Explode all subjects in Sketchup

When an object has multiple groups or nests elements in multiple classes ,to explode the layers in the object, manually doing each layer takes a lot of time ,to explode these layers automatically and quickly use the Explode all tool .

The reason this matters: SketchUp’s native Explode command (Edit > Group/Component > Explode, or right-click > Explode) only ever unwraps one nesting level at a time — exploding a parent group simply promotes its child groups and components up by one rank instead of dissolving the whole tree. On a model with five or six levels of nesting you would have to select and explode repeatedly, drilling down rank by rank. The Explode all tool walks the entire hierarchy in a single click so every group and component collapses down to raw edges and faces at once.

Tutorial video:

Steps by steps:

  • Click select object
  • Click explode all tool
  • The object was quickly exploded
    Explode all in Sketchup

Things to know before you explode everything

A few behaviors catch even experienced users off guard:

  • Exploding is destructive and merges with whatever it touches. Once geometry leaves its container it heals into adjacent edges and faces in the same context — coplanar faces fuse and shared edges split. There is no “un-explode”: undo is the only way back, so save (or copy the object to a spare layer/tag) before running it on anything important.
  • Multiple copies of one component all turn into independent loose geometry. Because explode breaks the link to the component definition, you permanently lose the ability to edit-once-update-all. If you only need them ungrouped temporarily, consider this carefully — there is no shortcut to re-associate the geometry afterward.
  • A locked group or component silently refuses to explode. If part of the tree won’t come apart, the usual cause is a locked instance (or, occasionally, an instance still glued or holding a non-default tag) — unlock it first rather than assuming the tool failed.
  • Solid status does not survive a full explode. Flattening everything to a single context is exactly what you do to bring parts to the same level for the Solid Tools, but the parent itself stops being a “solid” the moment its children dissolve, so group the pieces you still need as solids before running boolean operations.

This tool works the same way across recent SketchUp 2026 releases on both Windows and Mac. Since 2020 SketchUp ships only as a named-user subscription (no perpetual licenses), so installing extensions through the Extension Warehouse requires you to be signed in to your Trimble account.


Activity:
Search the entries below for the word "JSON", then copy each line in which it is found.

*-*-*

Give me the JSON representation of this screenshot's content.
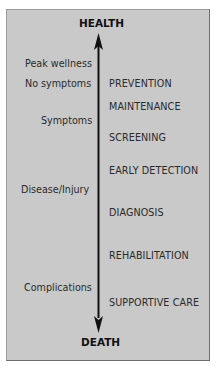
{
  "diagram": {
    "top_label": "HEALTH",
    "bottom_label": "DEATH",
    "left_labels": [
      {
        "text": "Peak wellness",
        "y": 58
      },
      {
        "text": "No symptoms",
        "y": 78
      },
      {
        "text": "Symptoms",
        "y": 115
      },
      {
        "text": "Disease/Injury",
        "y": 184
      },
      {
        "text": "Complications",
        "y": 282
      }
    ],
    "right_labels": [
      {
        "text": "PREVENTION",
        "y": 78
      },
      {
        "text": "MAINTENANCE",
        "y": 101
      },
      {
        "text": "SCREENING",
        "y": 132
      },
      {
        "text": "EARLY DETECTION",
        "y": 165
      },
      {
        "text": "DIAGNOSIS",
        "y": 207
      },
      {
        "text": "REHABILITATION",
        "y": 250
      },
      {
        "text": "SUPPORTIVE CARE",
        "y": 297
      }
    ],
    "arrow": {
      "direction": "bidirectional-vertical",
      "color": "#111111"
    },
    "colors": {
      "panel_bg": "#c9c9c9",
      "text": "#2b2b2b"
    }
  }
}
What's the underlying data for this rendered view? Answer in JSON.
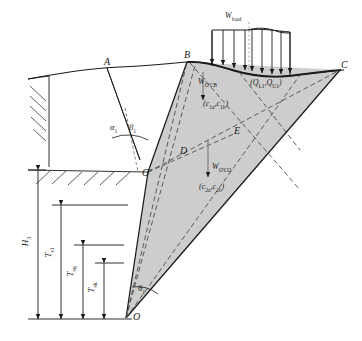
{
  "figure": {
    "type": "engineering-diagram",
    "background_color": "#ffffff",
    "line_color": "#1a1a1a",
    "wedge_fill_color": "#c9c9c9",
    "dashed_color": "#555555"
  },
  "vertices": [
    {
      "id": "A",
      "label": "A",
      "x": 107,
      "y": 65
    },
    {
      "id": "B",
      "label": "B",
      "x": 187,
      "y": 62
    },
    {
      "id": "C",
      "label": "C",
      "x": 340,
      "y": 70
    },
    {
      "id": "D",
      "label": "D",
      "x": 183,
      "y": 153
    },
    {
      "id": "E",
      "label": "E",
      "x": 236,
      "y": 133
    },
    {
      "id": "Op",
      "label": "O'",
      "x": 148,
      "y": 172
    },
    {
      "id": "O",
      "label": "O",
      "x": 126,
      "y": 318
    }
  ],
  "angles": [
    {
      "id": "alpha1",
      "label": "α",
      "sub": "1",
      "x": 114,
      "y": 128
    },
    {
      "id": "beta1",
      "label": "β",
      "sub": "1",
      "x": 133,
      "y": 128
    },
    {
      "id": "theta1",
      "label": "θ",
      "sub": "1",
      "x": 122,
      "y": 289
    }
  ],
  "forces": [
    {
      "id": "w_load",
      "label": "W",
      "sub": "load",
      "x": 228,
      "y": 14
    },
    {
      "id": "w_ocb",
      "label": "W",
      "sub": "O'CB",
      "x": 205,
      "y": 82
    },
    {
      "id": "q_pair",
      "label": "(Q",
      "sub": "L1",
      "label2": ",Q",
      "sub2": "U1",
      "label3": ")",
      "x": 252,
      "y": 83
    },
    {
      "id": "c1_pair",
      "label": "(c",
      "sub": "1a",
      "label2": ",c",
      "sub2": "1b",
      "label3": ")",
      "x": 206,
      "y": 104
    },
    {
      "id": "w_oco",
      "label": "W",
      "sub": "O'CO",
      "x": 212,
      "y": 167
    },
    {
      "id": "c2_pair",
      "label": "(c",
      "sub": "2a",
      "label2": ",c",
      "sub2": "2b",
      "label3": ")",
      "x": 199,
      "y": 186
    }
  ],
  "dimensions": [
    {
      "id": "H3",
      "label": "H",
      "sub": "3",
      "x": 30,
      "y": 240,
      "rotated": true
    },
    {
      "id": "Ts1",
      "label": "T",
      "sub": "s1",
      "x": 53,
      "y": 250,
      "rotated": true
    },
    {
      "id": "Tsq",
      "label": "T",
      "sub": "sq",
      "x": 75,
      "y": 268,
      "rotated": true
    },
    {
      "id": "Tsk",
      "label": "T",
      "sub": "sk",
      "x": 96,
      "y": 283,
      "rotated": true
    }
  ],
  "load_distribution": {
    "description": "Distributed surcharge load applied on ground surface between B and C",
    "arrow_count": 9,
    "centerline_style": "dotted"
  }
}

*-*-*

Response to this exercise:
Give me the JSON representation of this screenshot's content.
What's the underlying data for this rendered view? Answer in JSON.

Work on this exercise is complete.